Listen 2:50From a community center basketball court in South Philadelphia, Anton Moore hopes to save lives.
For the next five months, the unremarkable space inside Dixon House will be base camp for a free carpentry academy Moore’s nonprofit has organized to teach the trade to 11 at-risk teenage boys from across the city.
“Most of them are at risk of being shot, shooting someone, getting killed, or going to jail,” said Moore, executive director of Unity in the Community. “It’s our job to steer them in the right direction.”
The goal is to give the teens, several of whom have criminal records, the knowledge and skills to go into business for themselves or join the city’s building trades unions — a future that doesn’t put them in the crosshairs of community violence or the criminal justice system.
Anti-violence activists like Moore routinely cite the need for good-paying jobs. Research from the city has shown ZIP codes with high rates of chronic unemployment also have more shooting victims, especially among Black and Hispanic men and boys ages 16 to 64.

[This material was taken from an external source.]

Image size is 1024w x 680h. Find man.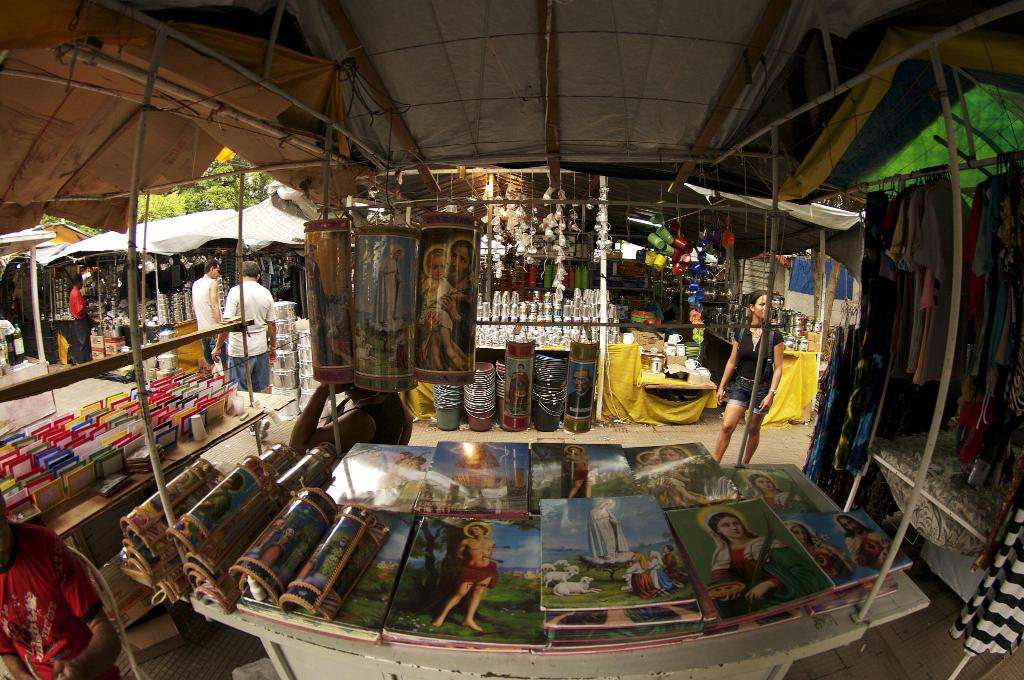
x1=415, y1=239, x2=480, y2=375.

Over the course of the 20-week program, the teens will learn how to assemble doors and floors, put up sheetrock, paint walls, and perform cleanouts, among other skills. At the end of it, Moore said he and his team will prepare the older students for required union exams and connect younger students to freelance jobs using their personal networks.
The program, which includes a $150 weekly stipend, will also pair each teen with a mentor and feature a series of field trips designed to bond the group through new experiences. On Thursday, they’re going to Lincoln Financial Field to see the Eagles play the Pittsburgh Steelers in preseason action.

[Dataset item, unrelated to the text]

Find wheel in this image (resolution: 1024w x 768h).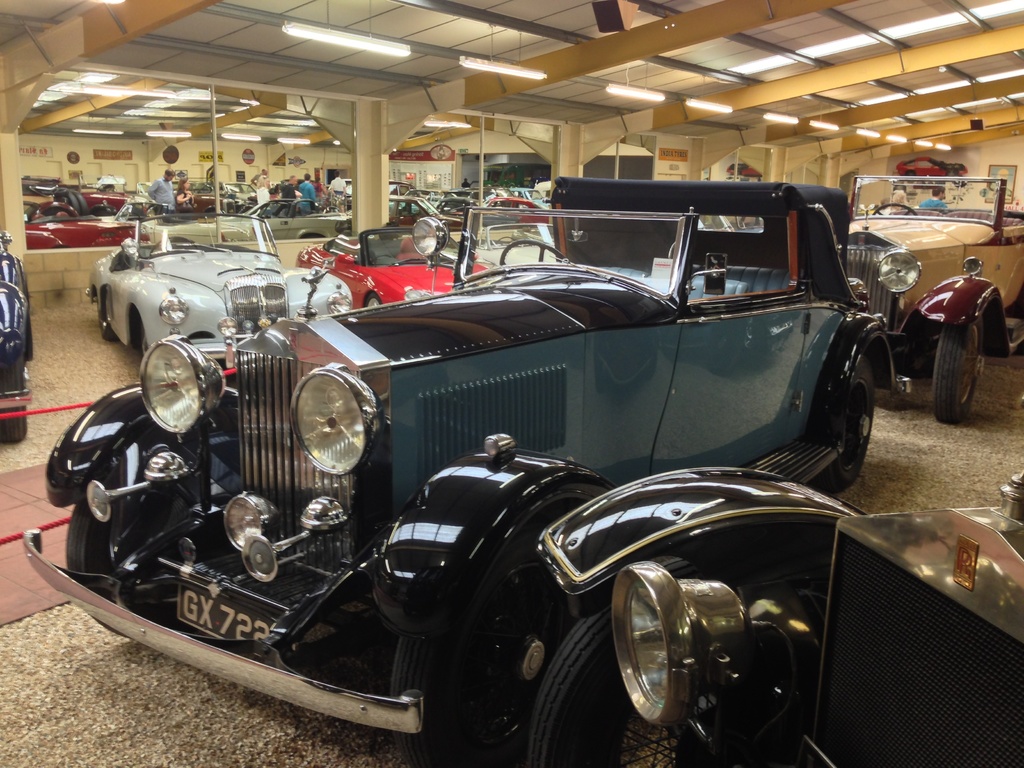
select_region(932, 319, 979, 428).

“Listen, we a family now,” Moore told the group during orientation last week.
Moore is launching the academy amid a historic and unrelenting surge in gun violence that is putting the city on pace to set a new single-year record for homicides.
More than 1,400 people have been fatally shot or injured by guns in 2021, according to city data.

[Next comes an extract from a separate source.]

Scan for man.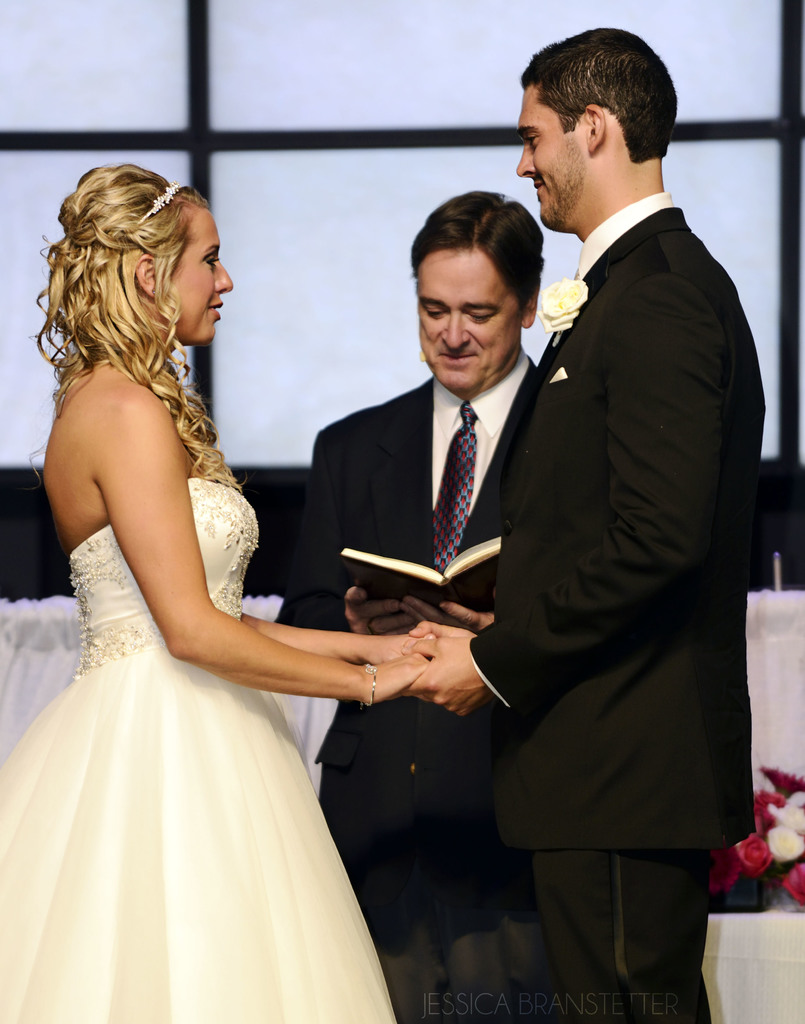
Scan result: {"left": 272, "top": 186, "right": 549, "bottom": 1023}.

Young people represent a sizable share of that total. Through Monday, at least 134 children under 18 had been shot so far this year, or nearly 10% of all gunshot victims. During that same stretch, nearly 40% of all gunshot victims were under 25, according to city data.
Against that backdrop, Ameena Jackson said she’s grateful for the academy, in part because it will keep her 16-year-old son and other teenagers occupied and off the streets, if only for a few hours a week.
“If it’s 10 young men off the streets between those hours — 5 and 8 — that’s 10 less Black men out here committing crimes or getting themselves into stuff. Even if they don’t have anything to do with anything, they’re still in harm’s way everywhere they go,” said Jackson.
Fellow parent Shena Waters agreed, adding that gaining carpentry skills comes second to keeping her son safe.
“If he do or don’t like carpentry, even if he don’t get nothing out of the carpentry learning, at least he gets something out of the program like responsibility, accountability,” she said.
Moore raised roughly $60,000 to get the academy off the ground. The sum includes some private donations, but also funding from PNC Bank, the Patricia Kind Family Foundation, and Chase Lenfest.
The Stamm Development Group, a Philadelphia-based development firm, and state Sen. Anthony Williams also contributed to the program.
Nearly all of the academy’s participants are starting from scratch. Most of the first class was devoted to teaching the group how to use a yardstick. Students, who range in age from 14 to 18, also learned how to operate the cordless power drills each of them will get to keep, along with several other tools, after the program wraps up this winter.
For Nazir Anderson, the academy is an opportunity to learn a trade that can put money in his pocket for the rest of his life, even if it’s never his main source of income. Being able to help his mom out with the bills is another plus.
But the 18-year-old is also thankful to have a space where he can let his guard down a bit, and not think about the gun violence that’s become more frequent and more unpredictable in his South Philly neighborhood.
“I try to do whatever I can to not think about it,” said Anderson. “It just keep coming and coming and coming.”